The House Transportation and Infrastructure Committee on Thursday night narrowly approved HR 4441, the Aviation Innovation, Reform and Reauthorization (AIRR) Act of 2016, sending it to the full House. As EAA has maintained since the notion of ATC privatization first emerged last summer, your organization is committed to fighting this legislation that would be ominous for grassroots aviation and a power grab by the nation’s airlines.
EAA members will soon be asked to raise their voices to their elected representatives when Congress returns on Feb. 22 from a weeklong recess. Although the possibility of ATC privatization legislation had been anticipated for several months, it is only possible to directly react when specific legislation is introduced.

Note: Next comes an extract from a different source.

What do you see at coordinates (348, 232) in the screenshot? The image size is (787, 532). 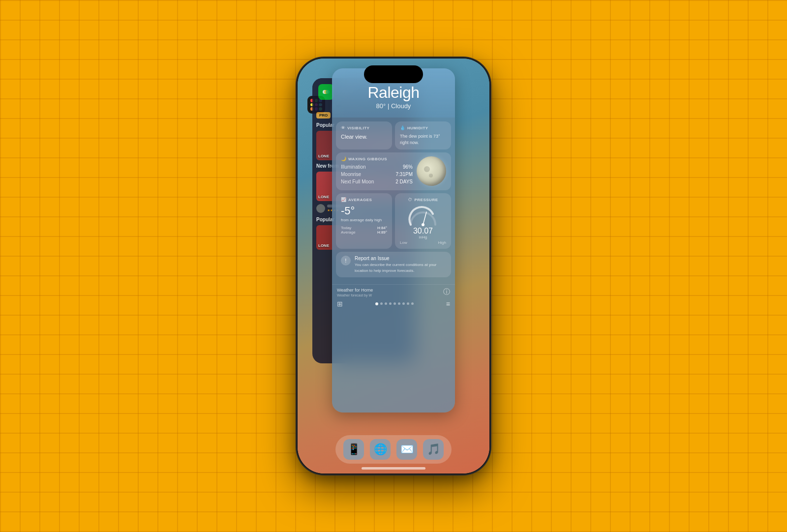 I see `average-label: Average` at bounding box center [348, 232].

That occurred last week. The contents of the bill were withheld by its sponsor, House Transportation and Infrastructure Committee chairman Bill Shuster (R-Pennsylvania), until just before the hearing and committee markup sessions that occurred this week. That left little opportunity for anyone to review or comment on the bill’s contents. In the coming days, you’ll find out exactly how YOU can make a difference in this debate.
“As one congressman said this week, this would be the biggest divestment of taxpayer property to private interests in world history, so why have the bill’s authors been so secretive about its contents prior to introduction and now so determined to hurriedly ramrod it through Congress?” asked EAA CEO/chairman Jack Pelton. “ATC privatization will put the big squeeze on general aviation in a way that threatens the individual freedom of flight and hands control of America’s airspace to commercial and airline interests.”
As EAA wrote in our statement for the record to a House hearing earlier this week, their opposition is due to several factors:
- A privatized ATC system would take services away from federal oversight and place them in the hands of a board controlled by those with the greatest financial resources;
- Threats to access and services for general aviation and rural airports without commercial service;
- An ATC board weighted toward airlines and commercial aviation, creating conflicts of interest;
- Loss of FAA control over safety oversight, while creating a large parallel bureaucracy;
- Creation of a congressionally mandated monopoly managed by private interests;
- Unlimited civil and tort liability for a new ATC corporation, which could financially cripple such a system.
“While some amendments were introduced to the bill in an attempt to buy off general aviation, the notion of ATC privatization is a non-starter on all levels,” Pelton said. “Such a shift will not save the government any money or reduce any bureaucracy. We have been tirelessly letting lawmakers know this in the halls of Congress. Shortly, we will be calling upon EAA members to let their lawmakers know that we see through this charade.”